Nej's Natterings

Thursday, October 12, 2006

Education, Education, Education

Recently, we've been visiting the local Comprehensives, in a quest to find the best school for Jessica to attend next year.

This is a new thing for me, and for Eleanor, too. I went to a 400 year old grammar school and she spent her schooling partly in South Africa, and partly in Zimbabwe being taught by nuns. As a result I know nothing about the variety of subjets they seem to teach at Comprehensives, and Eleanor is good at shooting people and then repenting about it.

When I went to school, the subjects were obvious. These days there seem to be subjects such as Textiles and Humanities. What the hell are these? The kids can choose from approximately 400 million different subjects to study. I suspect this is why the GCSE passes are rising every year, because half of the subjects are stupid. How do you fail Drama, for example? I've discovered a good indicator on actual results is that they list results with English and Maths included in a seperate column, because this figure is always lower. 11% lower in the case of the school last night. I don't like this, as in my opinion they are the two most important subjects and should always be included, especially as they are compulsory.

One subject that always irritated me, to go off on a slight tangent here, was Art. I was absolutely no good at it. I can't draw a straight line with a ruler. I am officially the worst artist in the history of mankind. Yet, I was made to do Art. Why? What possible benefit did I get from this? It did nothing to prepare me for the outside world. I didn't learn anything. The time would have been far better spent studying some other subject, but I had to take it. I was also rubbish at CDT (Woodwork), but at least this had a practical application in later life (an Ikea furniture building class would have been even better). But Art? If you have an aptitude for it, fine. But don't flog a dead horse in trying to get me to do it.

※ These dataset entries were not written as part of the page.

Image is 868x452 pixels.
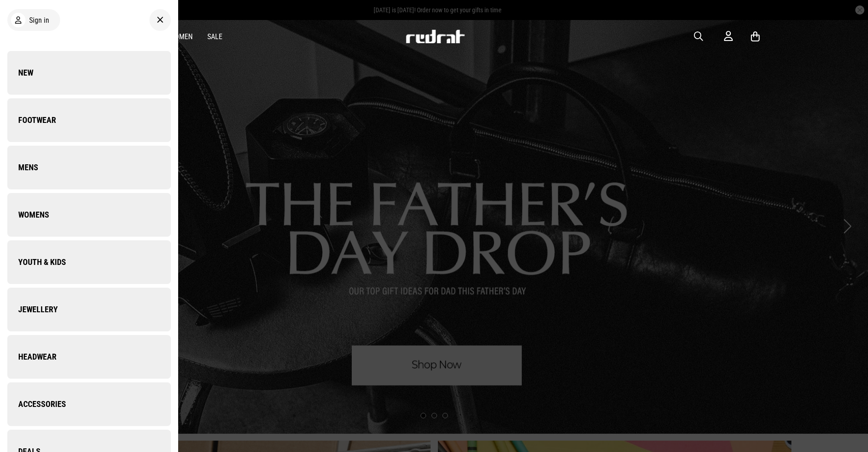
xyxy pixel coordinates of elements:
[7,335,171,379] a: Headwear Company
[89,32,170,114] img: Company
[7,240,171,284] a: Youth & Kids Company
[89,127,170,208] img: Company
[7,288,171,332] a: Jewellery Company
[7,67,33,78] span: New
[7,193,171,237] a: Womens Company
[29,16,49,25] span: Sign in
[7,114,56,125] span: Footwear
[405,30,466,43] img: Redrat logo
[7,51,171,95] a: New Company
[89,269,170,350] img: Company
[89,316,170,398] img: Company
[7,304,58,315] span: Jewellery
[7,382,171,426] a: Accessories Company
[7,257,66,268] span: Youth & Kids
[89,174,170,256] img: Company
[7,99,171,142] a: Footwear Company
[7,146,171,189] a: Mens Company
[7,162,38,173] span: Mens
[169,33,193,41] a: Women
[89,79,170,161] img: Company
[89,221,170,303] img: Company
[207,33,223,41] a: Sale
[7,399,66,410] span: Accessories
[7,351,57,362] span: Headwear
[89,364,170,445] img: Company
[7,209,49,220] span: Womens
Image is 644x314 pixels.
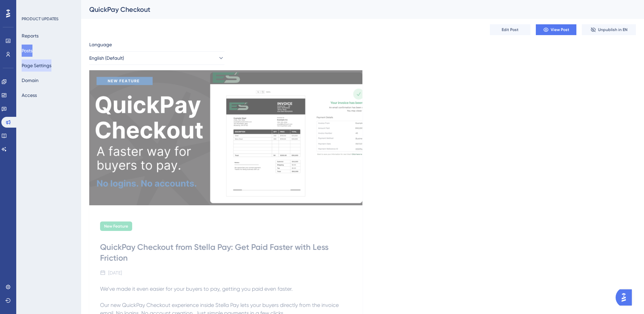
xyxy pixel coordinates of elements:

Anyway, these days there are computers in every room, along with interactive whiteboards. We had blackboards and a single computer room filled with BBC Micros. Yet my school managed a 100% pass rate at 5 or more A-C grades. It still does this, but I don't know if it has all this modern technology or not. The point is, that it can't make much difference really because we all managed to become educated before computers. It's just that now it costs a fortune in equipment whereas before all was needed was a piece of chalk and a board eraser to throw at misbehaving pupils (incidentally, when did pupils become students?).

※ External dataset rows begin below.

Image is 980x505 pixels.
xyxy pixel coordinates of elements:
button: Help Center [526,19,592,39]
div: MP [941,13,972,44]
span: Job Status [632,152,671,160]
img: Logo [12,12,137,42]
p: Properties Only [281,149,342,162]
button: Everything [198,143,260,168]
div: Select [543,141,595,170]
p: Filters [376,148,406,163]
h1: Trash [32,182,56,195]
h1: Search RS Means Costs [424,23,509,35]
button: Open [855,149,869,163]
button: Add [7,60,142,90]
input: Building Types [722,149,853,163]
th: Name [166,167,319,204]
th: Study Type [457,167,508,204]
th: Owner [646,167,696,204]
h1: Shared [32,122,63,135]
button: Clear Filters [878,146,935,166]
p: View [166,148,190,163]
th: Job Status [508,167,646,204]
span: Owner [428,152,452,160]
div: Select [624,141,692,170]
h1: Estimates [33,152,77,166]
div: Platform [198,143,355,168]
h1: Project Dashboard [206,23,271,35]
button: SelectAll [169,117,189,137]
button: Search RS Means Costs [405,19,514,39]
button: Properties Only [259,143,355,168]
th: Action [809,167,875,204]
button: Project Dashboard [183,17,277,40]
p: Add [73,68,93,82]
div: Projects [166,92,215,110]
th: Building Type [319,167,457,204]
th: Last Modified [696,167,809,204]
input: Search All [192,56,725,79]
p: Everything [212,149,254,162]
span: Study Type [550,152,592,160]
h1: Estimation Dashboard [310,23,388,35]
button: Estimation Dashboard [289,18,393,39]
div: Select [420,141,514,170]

One school we visited (currently our favourite) is now a specialist Computing & Mathamatics school. All schools have to have a specialism now, because they get more money from the government. Being the software engineer that I am, I wandered into the ICT (as they call Computing these days) suite and engaged the head of ICT in conversation. I wanted to know if they did any programming. He said they do a bit in Year 12 (Sixth form to thee and me) if they want. This suprised me a bit - as they specialise in Computing I expected compulsory programming classes or something. But apparantly there isn't really a Computer Science GCSE or A-Level anymore, but rather some weird qualifications instead that I've never heard of. It all seems to be geared towards using computers, i.e. you get good at MS Word and Excel but when asked what a stack or a heap or a FIFO buffer is you'll have no idea. And you won't get the 10 people in the world who understand binary joke, which is just saddening.

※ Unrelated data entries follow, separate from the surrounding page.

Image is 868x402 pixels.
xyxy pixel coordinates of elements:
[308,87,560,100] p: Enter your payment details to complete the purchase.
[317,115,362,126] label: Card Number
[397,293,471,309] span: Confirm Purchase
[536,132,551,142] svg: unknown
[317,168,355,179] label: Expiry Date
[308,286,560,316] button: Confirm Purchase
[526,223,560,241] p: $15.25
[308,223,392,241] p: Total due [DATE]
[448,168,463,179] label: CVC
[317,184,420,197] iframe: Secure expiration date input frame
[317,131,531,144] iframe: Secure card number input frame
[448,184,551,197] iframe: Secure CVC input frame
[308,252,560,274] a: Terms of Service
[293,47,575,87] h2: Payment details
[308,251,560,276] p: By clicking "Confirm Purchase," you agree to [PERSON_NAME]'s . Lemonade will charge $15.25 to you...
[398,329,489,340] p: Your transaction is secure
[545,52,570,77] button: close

I favour a return to old-fashioned teaching methods. I may be a person whose livelihood depends on computers, but I say toss them out! Tear down the interactive whiteboards and replace with a good-old blackboard and chalk. Remove the useless subjects and replace with extra Maths or English lessons. And elocution lessons. If I hear Humanities pronounced youmani'eez again I shall throttle the child that said it. Along with those who pronounce a th in the middle of a word as a v and a trailing l as a w, i.e. toogever and schoow instead of together and school.

With the money saved on equipment, perhaps we could invest more in the actual teachers.